A few days ago I woke up to six more inches of snow and surprise tracks at the back door. I could see them from the kitchen. I live right in town, and a small town at that. It takes about 2 minutes to get to the country, and even from my back yard I can turn east and see Lamborn mountain, covered with snow. But even so, large four legged visitors are not that common jumping fences and strolling up to my back door, walking to the grape bower and sniffing out last fall’s fallen grapes, making figure eights in the side lawn before leaving again.
We could have been nose to nose! I imagine the deer in the night time, walking up to the glass of the door, and maybe even getting a whiff of the big bowl of black walnuts still in their hulls, on the bench just inside…


They remind me, as it happens being human, of the lines of a poem. This one is from my first year of college.
Six hours to Minneapolis ~
Two small doe
dip to the cornfield
beneath the hang of communication wires
lacing Minnesota with the world
like ballet slippers to legs.
One deer raises its slim head,
ears cupping
towards the whirl of tires over highway.
Our eyes sweep the pink horizon
from behind blurred windows–
reaching beyond it to the city lights with
destinations scattered as the past, yet gathered
to our beginnings
as tree branches into their trunks. Drawn together
by a meshing of lines:
the veins streaking through our mothers’ bodies
toward a connecting cord, roots
drawing life from the earth,
ribboning roads pathing us
to where we are today.
The delicate trails of deer through snowflight

I love walking in winter through snow. There is no mistaking where you have been.
Oh, you know I love this post! It reminds me of the little doe tracks that Daisy deer made so many times around our house! Isn’t the snow just amazing!
(Smile) I was thinking you might! Oh how I love to follow Daisy in your blog posts, and I’m excited there may be little fawn footprints around your house some day! Thank you so much.
Beautiful! Both the photos and the poem..
Thank you Putney Farm! So glad you enjoyed the post. It was a gift that snowy morning!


What the task requires: From the records below, pull each line that has "crossing".

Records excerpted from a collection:
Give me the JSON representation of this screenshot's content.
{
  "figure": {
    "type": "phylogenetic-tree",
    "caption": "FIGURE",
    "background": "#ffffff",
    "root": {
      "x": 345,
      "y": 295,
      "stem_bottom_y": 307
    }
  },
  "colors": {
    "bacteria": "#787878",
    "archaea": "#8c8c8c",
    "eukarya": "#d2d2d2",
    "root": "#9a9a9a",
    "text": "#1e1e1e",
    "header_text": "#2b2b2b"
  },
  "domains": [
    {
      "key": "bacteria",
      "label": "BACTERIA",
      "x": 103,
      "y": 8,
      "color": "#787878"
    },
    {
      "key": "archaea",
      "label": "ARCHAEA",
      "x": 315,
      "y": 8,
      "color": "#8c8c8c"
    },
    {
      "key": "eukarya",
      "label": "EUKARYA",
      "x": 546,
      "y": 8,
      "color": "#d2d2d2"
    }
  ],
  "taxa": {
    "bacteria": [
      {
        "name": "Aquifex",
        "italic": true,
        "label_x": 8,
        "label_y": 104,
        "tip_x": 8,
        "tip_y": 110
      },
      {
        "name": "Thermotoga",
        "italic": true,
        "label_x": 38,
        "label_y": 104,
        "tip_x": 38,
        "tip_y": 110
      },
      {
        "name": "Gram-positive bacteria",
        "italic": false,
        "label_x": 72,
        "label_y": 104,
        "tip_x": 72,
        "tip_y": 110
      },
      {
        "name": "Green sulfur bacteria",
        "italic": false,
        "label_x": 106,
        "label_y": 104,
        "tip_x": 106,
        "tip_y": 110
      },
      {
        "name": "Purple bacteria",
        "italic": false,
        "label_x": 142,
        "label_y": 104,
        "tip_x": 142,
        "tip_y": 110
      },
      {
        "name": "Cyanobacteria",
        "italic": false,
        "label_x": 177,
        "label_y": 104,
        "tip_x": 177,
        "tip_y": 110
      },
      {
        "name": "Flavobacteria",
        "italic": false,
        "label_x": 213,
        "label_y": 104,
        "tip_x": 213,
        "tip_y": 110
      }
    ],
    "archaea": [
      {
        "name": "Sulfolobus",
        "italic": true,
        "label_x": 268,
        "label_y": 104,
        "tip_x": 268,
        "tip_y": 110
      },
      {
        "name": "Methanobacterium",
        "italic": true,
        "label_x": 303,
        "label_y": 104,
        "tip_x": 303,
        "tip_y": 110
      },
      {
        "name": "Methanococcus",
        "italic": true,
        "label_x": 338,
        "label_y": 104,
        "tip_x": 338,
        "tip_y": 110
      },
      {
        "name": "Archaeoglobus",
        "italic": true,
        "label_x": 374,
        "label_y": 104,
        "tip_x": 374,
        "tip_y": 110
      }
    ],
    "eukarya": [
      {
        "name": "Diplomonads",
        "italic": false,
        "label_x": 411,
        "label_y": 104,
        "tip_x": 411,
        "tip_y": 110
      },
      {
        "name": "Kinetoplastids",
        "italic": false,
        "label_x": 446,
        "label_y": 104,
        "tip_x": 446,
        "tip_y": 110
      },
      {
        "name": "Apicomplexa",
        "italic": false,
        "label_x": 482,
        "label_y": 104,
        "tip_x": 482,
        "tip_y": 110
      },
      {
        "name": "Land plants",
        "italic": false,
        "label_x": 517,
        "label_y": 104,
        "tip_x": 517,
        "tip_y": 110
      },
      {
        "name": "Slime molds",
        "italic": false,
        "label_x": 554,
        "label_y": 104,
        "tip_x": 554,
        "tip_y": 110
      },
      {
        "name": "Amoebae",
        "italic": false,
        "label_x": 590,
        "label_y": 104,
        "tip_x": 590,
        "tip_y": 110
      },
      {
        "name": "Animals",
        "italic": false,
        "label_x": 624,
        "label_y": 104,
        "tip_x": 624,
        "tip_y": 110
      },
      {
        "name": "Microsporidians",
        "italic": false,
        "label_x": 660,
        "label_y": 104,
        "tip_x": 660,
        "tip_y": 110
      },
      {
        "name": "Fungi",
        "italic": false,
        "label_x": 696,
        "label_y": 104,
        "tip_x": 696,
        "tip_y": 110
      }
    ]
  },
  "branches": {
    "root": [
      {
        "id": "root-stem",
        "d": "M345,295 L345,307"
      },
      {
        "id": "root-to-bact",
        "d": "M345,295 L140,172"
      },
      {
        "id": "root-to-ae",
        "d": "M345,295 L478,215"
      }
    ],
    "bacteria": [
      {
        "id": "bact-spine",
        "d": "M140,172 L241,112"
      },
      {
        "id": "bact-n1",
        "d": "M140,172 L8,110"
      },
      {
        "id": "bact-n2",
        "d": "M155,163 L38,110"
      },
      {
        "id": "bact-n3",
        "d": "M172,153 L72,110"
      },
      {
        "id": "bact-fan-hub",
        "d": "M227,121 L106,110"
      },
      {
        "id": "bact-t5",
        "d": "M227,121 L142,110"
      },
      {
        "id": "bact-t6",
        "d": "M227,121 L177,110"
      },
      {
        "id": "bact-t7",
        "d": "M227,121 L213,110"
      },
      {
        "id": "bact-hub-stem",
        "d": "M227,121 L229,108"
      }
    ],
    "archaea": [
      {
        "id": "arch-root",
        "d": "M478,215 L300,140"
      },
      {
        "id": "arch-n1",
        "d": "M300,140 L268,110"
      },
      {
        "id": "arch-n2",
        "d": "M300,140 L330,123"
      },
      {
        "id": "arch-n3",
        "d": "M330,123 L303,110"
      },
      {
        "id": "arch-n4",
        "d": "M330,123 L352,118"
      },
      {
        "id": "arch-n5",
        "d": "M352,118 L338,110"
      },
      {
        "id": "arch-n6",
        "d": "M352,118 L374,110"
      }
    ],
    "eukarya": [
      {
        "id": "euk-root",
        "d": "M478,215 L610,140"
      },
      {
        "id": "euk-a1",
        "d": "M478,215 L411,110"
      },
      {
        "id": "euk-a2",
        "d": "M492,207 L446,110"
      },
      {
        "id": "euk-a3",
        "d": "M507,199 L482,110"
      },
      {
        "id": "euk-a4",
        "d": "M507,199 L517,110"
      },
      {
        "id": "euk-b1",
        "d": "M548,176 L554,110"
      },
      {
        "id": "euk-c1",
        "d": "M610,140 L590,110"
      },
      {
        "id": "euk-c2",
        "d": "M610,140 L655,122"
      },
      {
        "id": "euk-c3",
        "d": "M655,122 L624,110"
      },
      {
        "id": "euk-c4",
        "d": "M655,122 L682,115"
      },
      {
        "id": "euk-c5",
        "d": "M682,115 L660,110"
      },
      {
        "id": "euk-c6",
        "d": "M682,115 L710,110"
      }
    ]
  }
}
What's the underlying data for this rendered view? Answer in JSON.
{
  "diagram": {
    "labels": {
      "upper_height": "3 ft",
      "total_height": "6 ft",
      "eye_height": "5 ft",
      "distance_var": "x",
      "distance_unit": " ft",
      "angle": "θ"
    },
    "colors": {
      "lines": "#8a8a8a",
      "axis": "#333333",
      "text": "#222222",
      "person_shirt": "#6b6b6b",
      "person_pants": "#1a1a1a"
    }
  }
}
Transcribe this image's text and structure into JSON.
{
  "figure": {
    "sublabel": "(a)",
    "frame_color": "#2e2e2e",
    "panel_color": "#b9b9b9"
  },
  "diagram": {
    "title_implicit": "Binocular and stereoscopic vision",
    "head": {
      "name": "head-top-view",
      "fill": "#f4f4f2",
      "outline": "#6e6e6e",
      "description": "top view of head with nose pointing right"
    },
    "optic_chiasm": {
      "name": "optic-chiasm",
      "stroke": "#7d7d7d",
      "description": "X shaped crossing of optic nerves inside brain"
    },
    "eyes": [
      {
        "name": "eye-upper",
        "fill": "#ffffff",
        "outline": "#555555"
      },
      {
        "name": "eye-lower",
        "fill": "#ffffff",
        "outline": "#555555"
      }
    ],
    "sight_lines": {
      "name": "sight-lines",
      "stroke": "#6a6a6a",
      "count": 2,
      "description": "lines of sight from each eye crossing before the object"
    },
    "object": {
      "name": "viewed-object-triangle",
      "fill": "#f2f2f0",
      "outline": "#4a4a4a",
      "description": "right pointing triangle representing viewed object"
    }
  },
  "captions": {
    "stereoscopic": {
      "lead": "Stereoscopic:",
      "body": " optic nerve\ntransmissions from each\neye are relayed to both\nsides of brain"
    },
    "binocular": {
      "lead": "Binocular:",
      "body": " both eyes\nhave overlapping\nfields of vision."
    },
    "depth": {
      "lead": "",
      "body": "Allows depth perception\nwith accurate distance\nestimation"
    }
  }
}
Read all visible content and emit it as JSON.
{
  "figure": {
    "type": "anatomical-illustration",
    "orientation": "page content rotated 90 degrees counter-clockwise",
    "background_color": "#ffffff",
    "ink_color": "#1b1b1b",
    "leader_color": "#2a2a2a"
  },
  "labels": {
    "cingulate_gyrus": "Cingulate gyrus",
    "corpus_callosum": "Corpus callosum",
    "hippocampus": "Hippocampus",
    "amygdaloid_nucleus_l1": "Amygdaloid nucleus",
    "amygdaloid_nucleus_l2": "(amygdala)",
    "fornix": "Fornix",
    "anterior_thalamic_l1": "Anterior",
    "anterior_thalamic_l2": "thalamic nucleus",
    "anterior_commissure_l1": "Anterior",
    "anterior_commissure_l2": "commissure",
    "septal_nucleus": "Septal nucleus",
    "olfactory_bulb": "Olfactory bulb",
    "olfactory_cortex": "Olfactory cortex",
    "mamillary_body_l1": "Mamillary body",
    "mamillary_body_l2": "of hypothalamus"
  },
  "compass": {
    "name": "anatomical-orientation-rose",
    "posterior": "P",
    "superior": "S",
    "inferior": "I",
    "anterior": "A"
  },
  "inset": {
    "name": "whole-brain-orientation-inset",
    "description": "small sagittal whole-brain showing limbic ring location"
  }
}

==

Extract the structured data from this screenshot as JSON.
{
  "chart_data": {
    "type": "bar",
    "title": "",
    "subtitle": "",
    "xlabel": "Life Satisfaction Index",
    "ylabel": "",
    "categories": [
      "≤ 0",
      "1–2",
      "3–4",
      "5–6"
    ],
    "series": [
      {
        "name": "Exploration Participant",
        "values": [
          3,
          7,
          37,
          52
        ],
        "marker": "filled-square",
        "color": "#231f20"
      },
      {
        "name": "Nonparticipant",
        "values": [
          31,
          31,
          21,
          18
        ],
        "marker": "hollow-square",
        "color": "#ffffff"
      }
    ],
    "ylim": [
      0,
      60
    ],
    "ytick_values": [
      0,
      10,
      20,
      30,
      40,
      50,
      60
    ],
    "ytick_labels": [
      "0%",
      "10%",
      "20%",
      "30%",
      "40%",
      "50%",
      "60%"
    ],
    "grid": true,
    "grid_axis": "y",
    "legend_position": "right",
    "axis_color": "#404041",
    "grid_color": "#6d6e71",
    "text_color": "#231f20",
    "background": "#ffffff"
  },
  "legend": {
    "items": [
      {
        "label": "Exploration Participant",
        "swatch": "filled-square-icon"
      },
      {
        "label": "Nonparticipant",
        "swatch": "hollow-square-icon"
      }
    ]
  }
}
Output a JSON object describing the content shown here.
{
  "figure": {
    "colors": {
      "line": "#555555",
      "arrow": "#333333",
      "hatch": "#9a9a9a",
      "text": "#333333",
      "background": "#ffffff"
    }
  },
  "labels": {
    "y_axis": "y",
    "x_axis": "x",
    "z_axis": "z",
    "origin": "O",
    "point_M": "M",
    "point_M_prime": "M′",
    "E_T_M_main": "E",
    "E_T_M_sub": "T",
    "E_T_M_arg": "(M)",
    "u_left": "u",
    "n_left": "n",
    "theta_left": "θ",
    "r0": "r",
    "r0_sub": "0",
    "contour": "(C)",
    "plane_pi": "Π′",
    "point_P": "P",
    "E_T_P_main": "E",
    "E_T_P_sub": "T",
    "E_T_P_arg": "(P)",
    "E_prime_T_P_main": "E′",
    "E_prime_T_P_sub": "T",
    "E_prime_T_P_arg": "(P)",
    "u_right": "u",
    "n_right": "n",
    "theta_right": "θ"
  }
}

---

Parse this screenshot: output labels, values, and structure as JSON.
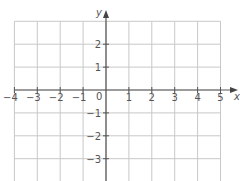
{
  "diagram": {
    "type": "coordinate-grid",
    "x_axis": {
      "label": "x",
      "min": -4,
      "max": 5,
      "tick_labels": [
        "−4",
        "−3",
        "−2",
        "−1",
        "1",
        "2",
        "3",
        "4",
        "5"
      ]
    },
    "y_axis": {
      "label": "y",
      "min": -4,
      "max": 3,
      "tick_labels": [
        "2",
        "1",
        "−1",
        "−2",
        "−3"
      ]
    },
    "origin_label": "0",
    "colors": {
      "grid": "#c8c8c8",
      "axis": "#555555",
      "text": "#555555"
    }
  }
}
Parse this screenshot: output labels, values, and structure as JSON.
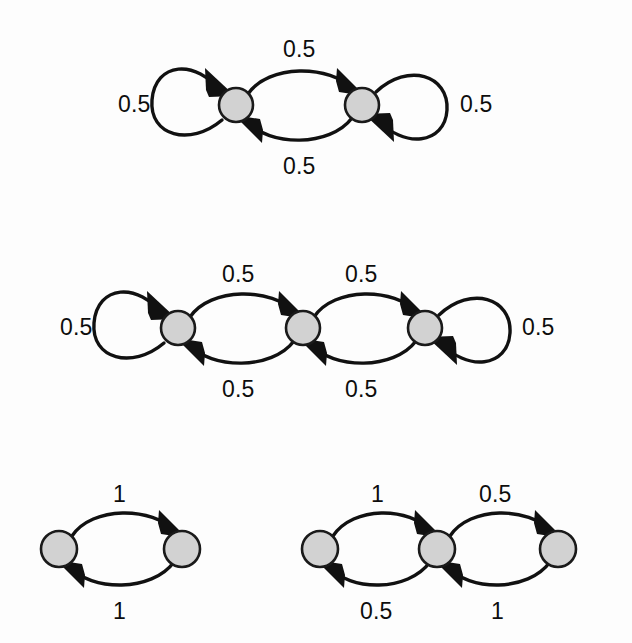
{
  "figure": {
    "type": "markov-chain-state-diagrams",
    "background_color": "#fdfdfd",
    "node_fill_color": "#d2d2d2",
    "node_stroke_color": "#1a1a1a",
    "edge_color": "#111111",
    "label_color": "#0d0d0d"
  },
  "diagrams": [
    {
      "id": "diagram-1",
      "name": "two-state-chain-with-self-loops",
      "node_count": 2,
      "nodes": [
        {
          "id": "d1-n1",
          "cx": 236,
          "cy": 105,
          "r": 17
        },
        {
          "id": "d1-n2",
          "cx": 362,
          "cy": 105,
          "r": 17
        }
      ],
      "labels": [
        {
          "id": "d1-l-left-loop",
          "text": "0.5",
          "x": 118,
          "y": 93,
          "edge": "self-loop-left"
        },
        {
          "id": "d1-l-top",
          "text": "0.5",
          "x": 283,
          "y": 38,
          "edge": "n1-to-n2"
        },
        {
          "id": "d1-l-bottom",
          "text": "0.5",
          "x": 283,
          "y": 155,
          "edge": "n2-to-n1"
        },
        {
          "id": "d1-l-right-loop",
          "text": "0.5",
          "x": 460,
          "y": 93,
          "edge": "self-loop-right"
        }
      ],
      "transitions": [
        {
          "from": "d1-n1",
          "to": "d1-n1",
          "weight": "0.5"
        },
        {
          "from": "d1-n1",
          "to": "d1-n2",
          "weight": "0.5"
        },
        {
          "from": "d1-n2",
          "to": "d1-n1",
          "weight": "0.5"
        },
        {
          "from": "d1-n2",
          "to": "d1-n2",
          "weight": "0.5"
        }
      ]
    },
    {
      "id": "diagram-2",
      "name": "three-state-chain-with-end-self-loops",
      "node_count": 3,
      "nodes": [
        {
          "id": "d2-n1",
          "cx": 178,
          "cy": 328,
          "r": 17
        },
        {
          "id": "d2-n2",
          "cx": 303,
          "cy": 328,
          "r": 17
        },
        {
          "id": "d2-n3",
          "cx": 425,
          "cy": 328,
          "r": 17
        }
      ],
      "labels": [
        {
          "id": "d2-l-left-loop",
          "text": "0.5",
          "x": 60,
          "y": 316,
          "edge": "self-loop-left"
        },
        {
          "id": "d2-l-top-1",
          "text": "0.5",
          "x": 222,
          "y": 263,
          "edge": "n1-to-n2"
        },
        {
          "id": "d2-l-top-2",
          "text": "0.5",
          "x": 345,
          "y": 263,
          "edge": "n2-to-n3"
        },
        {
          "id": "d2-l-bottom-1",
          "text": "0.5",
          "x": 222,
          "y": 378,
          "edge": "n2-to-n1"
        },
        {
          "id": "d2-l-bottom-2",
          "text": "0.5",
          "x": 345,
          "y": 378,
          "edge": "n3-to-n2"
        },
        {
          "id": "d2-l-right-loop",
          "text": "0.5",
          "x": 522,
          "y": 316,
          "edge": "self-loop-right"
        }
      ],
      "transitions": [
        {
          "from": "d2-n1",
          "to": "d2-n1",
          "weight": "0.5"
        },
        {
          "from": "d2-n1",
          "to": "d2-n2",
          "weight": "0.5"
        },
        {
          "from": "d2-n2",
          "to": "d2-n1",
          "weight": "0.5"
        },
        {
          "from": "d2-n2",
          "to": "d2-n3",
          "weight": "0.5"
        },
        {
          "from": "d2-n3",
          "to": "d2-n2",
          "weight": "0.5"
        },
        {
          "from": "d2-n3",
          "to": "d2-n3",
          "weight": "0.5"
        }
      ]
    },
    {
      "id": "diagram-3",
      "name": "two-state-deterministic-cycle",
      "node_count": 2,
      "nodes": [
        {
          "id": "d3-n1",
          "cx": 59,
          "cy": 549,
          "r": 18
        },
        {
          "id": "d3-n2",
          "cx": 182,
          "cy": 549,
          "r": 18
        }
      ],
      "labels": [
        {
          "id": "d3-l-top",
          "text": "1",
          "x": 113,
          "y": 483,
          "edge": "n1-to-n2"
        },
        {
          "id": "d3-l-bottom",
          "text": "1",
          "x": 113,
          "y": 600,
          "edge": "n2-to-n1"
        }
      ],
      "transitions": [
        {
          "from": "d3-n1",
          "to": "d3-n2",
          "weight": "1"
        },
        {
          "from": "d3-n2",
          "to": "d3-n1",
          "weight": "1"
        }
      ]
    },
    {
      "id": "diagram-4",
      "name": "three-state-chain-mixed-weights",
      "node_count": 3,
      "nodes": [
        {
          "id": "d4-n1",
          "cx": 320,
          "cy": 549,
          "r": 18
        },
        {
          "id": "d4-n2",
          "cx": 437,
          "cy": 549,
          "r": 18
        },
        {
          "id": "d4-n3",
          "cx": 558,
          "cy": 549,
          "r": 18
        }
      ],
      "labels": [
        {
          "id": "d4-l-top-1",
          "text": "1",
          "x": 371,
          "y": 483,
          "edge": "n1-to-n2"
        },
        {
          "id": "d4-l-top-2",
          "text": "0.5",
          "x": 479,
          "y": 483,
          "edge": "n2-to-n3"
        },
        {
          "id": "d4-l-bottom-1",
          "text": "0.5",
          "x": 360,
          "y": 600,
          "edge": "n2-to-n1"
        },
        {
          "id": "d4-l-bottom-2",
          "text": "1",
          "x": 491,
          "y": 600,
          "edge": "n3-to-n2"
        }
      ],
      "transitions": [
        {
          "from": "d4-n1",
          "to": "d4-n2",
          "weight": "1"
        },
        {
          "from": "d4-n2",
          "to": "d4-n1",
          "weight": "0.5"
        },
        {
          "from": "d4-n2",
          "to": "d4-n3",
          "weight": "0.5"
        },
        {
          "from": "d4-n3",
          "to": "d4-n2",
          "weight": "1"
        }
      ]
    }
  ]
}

Output:
      "description": "X shaped crossing of optic nerves inside brain"
      "description": "lines of sight from each eye crossing before the object"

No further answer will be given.